One of the rulers continued in power “…until God sent Muhammad the prophet. I was told on the authority of al-Zuhri that he said Chosroes wrote to Badhan the following letter: ‘I have been told that a man of the Quraysh has come forth in Mecca asserting that he is a prophet.’”1 Muhammad grew up in the “brackish settlement” of Mecca, as Muhammad ibn Abd Allah.2 His father, allegedly, died before he was born. Then, to make matters worse, when Muhammad was only six years old, his mother died, leaving him an orphan.
He became a shepherd and worked for his uncle. This left Muhammad in a difficult place until he became a camel driver for caravans up until about age 40. He also struggled with poverty for much of this time. Muhammad’s life was to end in triumph, however—even though it had begun with unusual sorrow. Muhammad received a vision from an angel giving him the dictum of Islam, and Ibn Ishaq recounts Muhammad’s feelings as he prepared to leave for what is now called Medina from his home city of Mecca (this journey would be called hijira).
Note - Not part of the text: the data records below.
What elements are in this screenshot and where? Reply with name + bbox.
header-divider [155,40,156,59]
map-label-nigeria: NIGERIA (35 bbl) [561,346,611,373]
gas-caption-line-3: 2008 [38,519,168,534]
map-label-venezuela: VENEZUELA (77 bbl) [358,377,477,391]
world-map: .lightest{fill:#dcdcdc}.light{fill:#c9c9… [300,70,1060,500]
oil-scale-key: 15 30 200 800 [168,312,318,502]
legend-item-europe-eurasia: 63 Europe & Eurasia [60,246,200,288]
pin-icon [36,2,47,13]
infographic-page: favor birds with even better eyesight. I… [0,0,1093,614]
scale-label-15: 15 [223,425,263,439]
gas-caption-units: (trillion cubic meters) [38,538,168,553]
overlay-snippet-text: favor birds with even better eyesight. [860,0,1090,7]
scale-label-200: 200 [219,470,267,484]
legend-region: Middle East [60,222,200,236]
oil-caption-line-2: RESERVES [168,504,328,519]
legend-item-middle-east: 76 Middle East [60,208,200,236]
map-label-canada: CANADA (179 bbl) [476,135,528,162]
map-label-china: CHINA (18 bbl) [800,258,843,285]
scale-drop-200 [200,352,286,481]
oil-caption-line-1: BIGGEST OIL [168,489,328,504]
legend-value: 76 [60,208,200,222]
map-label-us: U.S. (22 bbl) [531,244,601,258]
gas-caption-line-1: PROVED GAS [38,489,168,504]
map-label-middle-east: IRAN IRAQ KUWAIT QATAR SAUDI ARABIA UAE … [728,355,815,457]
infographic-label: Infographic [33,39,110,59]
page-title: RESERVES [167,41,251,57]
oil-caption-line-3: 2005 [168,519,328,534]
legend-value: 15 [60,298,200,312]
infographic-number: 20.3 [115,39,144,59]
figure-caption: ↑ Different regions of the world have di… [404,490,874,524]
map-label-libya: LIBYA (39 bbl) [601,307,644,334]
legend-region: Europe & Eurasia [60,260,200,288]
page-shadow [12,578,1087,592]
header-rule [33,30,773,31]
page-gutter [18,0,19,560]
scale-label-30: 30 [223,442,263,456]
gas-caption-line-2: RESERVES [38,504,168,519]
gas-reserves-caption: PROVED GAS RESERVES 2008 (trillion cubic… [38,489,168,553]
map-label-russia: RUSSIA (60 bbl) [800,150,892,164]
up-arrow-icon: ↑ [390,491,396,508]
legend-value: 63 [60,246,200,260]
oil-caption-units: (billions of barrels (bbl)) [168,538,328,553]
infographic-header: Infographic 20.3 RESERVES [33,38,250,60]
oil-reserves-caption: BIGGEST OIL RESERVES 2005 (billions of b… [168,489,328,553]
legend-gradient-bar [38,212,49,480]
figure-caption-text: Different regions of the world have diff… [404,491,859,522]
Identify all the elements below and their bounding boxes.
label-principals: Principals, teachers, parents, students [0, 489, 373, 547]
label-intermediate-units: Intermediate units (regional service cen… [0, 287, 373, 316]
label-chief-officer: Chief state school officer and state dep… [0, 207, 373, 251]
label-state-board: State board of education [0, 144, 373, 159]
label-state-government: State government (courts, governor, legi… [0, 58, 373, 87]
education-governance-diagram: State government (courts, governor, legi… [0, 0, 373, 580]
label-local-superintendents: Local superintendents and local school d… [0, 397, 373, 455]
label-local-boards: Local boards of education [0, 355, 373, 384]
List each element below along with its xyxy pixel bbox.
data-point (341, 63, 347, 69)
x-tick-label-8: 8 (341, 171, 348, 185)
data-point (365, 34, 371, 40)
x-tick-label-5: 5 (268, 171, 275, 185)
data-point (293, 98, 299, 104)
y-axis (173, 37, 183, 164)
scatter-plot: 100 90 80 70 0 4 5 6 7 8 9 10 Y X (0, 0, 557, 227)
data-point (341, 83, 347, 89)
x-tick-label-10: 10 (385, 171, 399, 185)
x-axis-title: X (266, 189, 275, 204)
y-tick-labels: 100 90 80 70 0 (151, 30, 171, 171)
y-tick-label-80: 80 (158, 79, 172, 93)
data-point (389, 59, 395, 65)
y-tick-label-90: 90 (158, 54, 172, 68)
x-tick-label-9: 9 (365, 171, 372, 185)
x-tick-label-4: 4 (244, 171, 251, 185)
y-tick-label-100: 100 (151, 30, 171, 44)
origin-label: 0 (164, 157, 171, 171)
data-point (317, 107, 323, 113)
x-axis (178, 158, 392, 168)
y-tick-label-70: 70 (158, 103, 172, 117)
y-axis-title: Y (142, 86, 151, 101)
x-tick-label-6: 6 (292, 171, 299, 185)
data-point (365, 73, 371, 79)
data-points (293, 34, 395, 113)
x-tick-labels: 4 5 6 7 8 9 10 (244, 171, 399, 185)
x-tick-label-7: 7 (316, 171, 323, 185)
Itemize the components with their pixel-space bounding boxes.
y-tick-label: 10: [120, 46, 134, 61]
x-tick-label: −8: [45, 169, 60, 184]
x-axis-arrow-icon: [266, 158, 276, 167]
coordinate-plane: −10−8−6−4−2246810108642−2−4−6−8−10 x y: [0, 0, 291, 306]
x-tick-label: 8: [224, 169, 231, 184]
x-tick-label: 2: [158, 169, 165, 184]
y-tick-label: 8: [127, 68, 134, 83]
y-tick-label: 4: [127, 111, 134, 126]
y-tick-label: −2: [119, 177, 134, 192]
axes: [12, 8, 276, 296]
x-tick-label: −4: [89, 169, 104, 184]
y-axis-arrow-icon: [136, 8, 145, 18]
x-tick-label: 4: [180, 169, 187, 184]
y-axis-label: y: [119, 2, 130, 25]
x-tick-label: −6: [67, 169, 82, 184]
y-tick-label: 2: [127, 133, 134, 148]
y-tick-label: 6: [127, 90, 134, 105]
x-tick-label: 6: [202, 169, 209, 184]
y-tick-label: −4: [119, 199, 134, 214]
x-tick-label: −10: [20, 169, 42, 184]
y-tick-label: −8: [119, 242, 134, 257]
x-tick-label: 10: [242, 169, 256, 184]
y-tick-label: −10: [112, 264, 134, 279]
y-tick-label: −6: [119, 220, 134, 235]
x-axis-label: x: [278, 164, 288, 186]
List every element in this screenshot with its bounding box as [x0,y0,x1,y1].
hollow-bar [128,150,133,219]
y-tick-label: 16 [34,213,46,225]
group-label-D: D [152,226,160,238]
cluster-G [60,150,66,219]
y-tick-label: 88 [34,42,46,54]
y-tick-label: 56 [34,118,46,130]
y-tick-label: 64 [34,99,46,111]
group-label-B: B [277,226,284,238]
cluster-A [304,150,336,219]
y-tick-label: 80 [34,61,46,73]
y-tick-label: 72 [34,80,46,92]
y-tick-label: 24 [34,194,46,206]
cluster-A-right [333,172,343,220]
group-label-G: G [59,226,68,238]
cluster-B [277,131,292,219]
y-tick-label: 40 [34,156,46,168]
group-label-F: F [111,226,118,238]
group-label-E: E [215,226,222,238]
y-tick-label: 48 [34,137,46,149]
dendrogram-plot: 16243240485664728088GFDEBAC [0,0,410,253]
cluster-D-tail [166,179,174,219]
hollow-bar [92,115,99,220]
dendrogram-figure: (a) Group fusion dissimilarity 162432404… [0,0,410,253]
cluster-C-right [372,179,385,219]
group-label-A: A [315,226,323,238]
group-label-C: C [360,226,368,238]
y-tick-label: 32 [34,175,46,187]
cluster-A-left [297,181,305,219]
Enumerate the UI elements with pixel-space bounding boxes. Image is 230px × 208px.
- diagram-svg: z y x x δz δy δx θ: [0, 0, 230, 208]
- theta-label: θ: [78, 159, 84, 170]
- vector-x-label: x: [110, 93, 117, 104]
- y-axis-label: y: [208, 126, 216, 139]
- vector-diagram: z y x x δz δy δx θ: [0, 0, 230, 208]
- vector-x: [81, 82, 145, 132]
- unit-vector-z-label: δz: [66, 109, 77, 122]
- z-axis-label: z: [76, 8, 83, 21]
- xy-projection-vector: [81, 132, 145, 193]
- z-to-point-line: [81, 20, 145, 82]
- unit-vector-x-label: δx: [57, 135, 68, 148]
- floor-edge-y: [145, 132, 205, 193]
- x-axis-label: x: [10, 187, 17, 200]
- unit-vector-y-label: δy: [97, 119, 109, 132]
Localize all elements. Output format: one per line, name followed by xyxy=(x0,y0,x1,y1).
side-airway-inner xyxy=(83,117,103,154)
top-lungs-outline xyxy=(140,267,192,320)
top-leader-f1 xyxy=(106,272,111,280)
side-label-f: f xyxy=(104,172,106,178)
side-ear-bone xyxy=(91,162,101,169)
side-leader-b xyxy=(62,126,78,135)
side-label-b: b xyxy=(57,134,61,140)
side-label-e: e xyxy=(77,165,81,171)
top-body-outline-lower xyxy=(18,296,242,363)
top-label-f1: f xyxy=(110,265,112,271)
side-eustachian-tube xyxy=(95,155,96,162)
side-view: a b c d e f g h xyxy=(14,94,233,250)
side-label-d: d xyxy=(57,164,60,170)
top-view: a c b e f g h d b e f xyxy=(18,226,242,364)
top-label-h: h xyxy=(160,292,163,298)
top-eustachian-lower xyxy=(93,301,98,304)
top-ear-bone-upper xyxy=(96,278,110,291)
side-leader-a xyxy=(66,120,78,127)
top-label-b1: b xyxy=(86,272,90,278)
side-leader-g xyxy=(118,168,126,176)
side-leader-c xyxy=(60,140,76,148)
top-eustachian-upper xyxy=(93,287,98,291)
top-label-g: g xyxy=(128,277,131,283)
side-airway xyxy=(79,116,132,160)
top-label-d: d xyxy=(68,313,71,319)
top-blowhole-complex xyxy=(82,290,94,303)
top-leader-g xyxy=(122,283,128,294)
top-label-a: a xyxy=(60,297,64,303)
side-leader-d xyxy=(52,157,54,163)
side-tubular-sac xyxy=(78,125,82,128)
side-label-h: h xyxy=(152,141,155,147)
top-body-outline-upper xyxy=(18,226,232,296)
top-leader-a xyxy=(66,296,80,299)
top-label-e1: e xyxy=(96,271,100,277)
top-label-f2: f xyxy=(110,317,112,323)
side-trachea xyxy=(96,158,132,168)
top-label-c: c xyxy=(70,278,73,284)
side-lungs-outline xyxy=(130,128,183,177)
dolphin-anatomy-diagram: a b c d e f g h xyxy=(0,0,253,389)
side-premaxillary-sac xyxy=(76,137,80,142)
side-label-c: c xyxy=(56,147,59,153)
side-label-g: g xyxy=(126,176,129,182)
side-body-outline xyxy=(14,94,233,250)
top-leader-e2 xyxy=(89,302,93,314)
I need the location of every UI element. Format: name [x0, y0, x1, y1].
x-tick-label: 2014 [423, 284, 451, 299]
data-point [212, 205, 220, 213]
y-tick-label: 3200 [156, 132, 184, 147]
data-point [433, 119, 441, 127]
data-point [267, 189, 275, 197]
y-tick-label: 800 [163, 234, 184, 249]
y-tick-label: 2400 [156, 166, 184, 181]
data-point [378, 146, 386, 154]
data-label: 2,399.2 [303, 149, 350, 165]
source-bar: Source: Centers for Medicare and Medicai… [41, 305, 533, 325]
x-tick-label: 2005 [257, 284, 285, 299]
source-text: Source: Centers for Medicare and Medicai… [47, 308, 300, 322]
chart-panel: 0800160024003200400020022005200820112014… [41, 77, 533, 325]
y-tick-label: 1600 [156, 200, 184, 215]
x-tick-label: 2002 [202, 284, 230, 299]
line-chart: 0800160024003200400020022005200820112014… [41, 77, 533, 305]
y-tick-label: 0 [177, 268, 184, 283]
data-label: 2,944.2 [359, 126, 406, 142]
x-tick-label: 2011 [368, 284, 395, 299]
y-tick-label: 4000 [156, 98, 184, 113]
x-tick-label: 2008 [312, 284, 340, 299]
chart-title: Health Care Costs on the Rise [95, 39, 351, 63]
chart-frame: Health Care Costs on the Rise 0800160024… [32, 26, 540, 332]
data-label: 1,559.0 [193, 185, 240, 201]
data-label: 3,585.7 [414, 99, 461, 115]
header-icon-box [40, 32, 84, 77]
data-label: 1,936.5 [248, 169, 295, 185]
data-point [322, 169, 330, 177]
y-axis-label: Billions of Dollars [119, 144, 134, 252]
It was “…unusual for Ibn Ishaq to give such an intimate account of Muhammad’s state of mind [where he was praying]. It indicates a moment of spiritual truth.”3 After several battles, Muhammad’s triumph over Mecca and the establishment of the Ka’ba proved to be benchmarks which cannot be underestimated, thus definitively establishing Muhammad with a sure place as a prophet in Islamic hagiography. The Prophet Muhammad faced frustration and poverty. But Muhammad message was adopted by caliphates and historians in 7th-century Arabia and beyond, who cultivated the Islamic history—indelibly etched upon the minds of Muslims everywhere and in the history books for years to come, as one of the world’s top three major religions—his triumph.
WORKS CITED Armstrong, Karen. Muhammad: A Prophet For Our Time. New York: HarperCollins Publishers, 2006. Guillaume, A. The Life of Muhammad: A Translation of Ibn Ishaq’s Sirat Rasul Allah. Oxford: Oxford University Press, 1955. Lindsay, James E. Daily Life in the Medieval Islamic World. Connecticut, USA: Greenwood Press, 2005.